What you are asked to do —
Each of the records below must be reproduced exactly.
========
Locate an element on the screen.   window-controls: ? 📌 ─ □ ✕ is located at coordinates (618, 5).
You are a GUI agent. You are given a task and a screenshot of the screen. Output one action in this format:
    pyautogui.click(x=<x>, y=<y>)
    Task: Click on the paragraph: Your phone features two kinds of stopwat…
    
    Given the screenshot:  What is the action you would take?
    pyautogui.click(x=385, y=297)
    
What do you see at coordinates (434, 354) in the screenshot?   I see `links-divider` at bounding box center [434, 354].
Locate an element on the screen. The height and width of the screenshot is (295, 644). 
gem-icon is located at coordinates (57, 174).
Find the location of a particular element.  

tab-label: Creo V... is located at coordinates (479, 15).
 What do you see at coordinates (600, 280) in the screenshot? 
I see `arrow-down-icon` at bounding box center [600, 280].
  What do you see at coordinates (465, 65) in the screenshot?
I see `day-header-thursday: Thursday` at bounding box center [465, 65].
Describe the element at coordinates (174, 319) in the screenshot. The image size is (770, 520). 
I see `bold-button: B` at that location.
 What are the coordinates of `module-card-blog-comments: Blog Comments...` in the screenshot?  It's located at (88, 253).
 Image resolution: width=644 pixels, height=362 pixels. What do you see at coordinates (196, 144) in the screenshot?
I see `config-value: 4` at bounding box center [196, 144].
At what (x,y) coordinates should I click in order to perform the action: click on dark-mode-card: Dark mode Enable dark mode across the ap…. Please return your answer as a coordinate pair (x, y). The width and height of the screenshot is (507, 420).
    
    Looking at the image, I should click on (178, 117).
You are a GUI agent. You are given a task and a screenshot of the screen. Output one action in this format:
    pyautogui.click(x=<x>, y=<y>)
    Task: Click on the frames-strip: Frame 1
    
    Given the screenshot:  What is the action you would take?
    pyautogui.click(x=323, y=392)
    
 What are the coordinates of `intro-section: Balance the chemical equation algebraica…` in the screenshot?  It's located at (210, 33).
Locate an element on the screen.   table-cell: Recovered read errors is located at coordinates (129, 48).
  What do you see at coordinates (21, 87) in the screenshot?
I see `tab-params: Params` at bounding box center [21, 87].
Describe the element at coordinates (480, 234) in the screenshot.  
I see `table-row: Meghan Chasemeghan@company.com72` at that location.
========
Solution —
Locate an element on the screen.   window-controls: ? 📌 ─ □ ✕ is located at coordinates (618, 5).
You are a GUI agent. You are given a task and a screenshot of the screen. Output one action in this format:
    pyautogui.click(x=<x>, y=<y>)
    Task: Click on the paragraph: Your phone features two kinds of stopwat…
    
    Given the screenshot:  What is the action you would take?
    pyautogui.click(x=385, y=297)
    
What do you see at coordinates (434, 354) in the screenshot?   I see `links-divider` at bounding box center [434, 354].
Locate an element on the screen. The height and width of the screenshot is (295, 644). 
gem-icon is located at coordinates (57, 174).
Find the location of a particular element.  

tab-label: Creo V... is located at coordinates (479, 15).
 What do you see at coordinates (600, 280) in the screenshot? 
I see `arrow-down-icon` at bounding box center [600, 280].
  What do you see at coordinates (465, 65) in the screenshot?
I see `day-header-thursday: Thursday` at bounding box center [465, 65].
Describe the element at coordinates (174, 319) in the screenshot. The image size is (770, 520). 
I see `bold-button: B` at that location.
 What are the coordinates of `module-card-blog-comments: Blog Comments...` in the screenshot?  It's located at (88, 253).
 Image resolution: width=644 pixels, height=362 pixels. What do you see at coordinates (196, 144) in the screenshot?
I see `config-value: 4` at bounding box center [196, 144].
At what (x,y) coordinates should I click in order to perform the action: click on dark-mode-card: Dark mode Enable dark mode across the ap…. Please return your answer as a coordinate pair (x, y). The width and height of the screenshot is (507, 420).
    
    Looking at the image, I should click on (178, 117).
You are a GUI agent. You are given a task and a screenshot of the screen. Output one action in this format:
    pyautogui.click(x=<x>, y=<y>)
    Task: Click on the frames-strip: Frame 1
    
    Given the screenshot:  What is the action you would take?
    pyautogui.click(x=323, y=392)
    
 What are the coordinates of `intro-section: Balance the chemical equation algebraica…` in the screenshot?  It's located at (210, 33).
Locate an element on the screen.   table-cell: Recovered read errors is located at coordinates (129, 48).
  What do you see at coordinates (21, 87) in the screenshot?
I see `tab-params: Params` at bounding box center [21, 87].
Describe the element at coordinates (480, 234) in the screenshot.  
I see `table-row: Meghan Chasemeghan@company.com72` at that location.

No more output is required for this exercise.